I’ve started soaking bottles (and fermenters) in Idophor solution after experiencing some late shelf life gushers. But idophor is expensive and bleach is dirt cheap. What is a good beach solution that would kill yeast? And what is a minimum soak time to do the job? Also, will a good rinse in tap water and drain dry then a couple shots with Starsan in the Vinator just before bottling clear out any chlorine residue or taste?
Unless your bottles are dirty, as long as they are clean and sanitized they should not be the cause of your gushers. I don’t think you will find that bleach will be much more effective as any other snaitizer, as long as your stuff is clean. From a packaging perspective, the beer should be pretty stable by the time it hits the bottles. I would look elsewhere to solve your gushing issues.

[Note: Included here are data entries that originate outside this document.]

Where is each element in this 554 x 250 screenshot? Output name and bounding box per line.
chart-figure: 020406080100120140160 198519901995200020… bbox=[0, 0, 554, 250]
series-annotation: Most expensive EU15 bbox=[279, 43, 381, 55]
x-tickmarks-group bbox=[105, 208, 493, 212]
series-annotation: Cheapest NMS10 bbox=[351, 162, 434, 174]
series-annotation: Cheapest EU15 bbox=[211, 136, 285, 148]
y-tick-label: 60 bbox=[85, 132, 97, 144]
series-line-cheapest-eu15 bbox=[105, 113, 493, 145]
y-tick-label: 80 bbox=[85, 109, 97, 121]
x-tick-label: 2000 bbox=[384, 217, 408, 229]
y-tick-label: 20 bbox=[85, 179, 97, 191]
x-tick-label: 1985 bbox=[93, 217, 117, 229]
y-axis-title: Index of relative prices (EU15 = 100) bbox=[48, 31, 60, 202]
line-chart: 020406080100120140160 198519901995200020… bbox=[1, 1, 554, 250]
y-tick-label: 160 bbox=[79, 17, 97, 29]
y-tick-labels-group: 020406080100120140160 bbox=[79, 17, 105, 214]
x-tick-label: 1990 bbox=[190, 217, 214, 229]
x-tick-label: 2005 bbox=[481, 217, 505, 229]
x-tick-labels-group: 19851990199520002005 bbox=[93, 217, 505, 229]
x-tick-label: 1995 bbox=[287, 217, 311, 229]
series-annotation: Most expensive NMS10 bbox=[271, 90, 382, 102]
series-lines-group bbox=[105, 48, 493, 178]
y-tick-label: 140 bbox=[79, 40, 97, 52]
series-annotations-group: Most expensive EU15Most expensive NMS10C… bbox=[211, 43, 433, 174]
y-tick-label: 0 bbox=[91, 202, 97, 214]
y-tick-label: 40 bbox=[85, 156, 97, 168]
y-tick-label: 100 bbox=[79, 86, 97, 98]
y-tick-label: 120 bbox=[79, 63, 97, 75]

In another thread I posted: I pretty much do what Lazy Ant and smkranz do. Immediately thoroughly rinse and drain after pouring and shoot them with Starsan in a vinator at bottling. And have had no problems with 39 of 40 batches. But one batch began producing some gushers after 3 months in the bottle. That was a Best Bitters that was my first use of Lallimand ESB yeast. I screwed up the mash temp and mashed too high. After pitching I found out that that yeast doesn’t eat maltotrios. FG came in at 1.017 and the beer tasted sweet. Drinkable but sweet. After 3 months I started getting random gushers. The gushers were tough to pour but the beer actually **tasted BETTER. ** I’m guessing that the gusher bottles were not due to bacteria infection but rather due to a tiny amount of another yeast (probably Belle Saison)that didn’t get totally rinsed out of the bottles and took 3 months to get going enough to eat the maltotrios.
So I’m now also soaking all my bottles (fermenters too) in an Idofor solution, especially those that had Belle Saison in them. That yeast is a beast.
If the bottles are reasonably clean then the easiest way to ensure yeast death is heat, either in a hot wash in your dishwasher or dry heat in the oven.
I use bleach to clean my bottling equipment after bottling anything with a mixed fermentation because I use the same equipment for bottling clean beers. I use one tablespoon of bleach to one gallon of water and let it sit for twenty minutes. Then I rinse with hot water and then another soak with hot water and a crushed campden tablet for twenty minutes. Then a cold water rinse. So far no problems with bottle infections in clean beers and no bleach flavor carryover.
You could do the same for your bottles although I’d probably just rinse the bleach solution out with hot water. I take the extra steps to remove bleach because plastic is porous.
Not saying it isn’t possible, but I find it hard to believe that another yeast would still be alive and viable in the bottles unless they simply weren’t clean before you filled them. And then, I’d be more worried about what else is in there.
When I’ve had gushers, it’s either been dirty bottles or bottling too soon.
My bottle rinse procedure has always been: After pouring a beer and before even taking a sip, I go to the sink and vigorously rinse the bottle three times then drain dry.
The evidence that leads me to believe the gushers could be due to a tiny amount of a high attenuating yeast like Belle Saison remaining in some bottles is:
It only occurred in some bottles.
The gusher beer did not taste infected. Indeed, it tasted better and drier than non-gusher beer.
It took 2-1/2 to 3 months for gushers to appear.
It could be that only a few yeast cells didn’t rinse out of the bottles and it took a long time to get going or it could be that it happened early and I just didn’t get to those bottles until late. Either way I need to make sure bottles are sanitized of yeast and StarSan can’t do that.
In the oven, it would obviously take more than one batch for that many. I still prefer it to wet sanitizing, each his own. Not getting the ‘not kind to a plastic fermenter’ argument, though. They stay in the oven for an hour (capped with foil), get cooled thoroughly(often overnight), then filled.
If Iodophor is breaking your bank, this may be the wrong hobby for you. Also, why don’t you just use StarSan/Iodophor and a bottle injector? I just make up about a liter of StarSan and just use the injector on clean bottles. I figured out how much StarSan concentrate I need for 1 L of water and use an oral syringe to measure it out (it’s around 1.6 mL if I remember correctly).
Unless you’re using pre-boiled water to rinse, you’re undoing your bleach sanitization when rinsing. And at that point, what is your time and effort worth?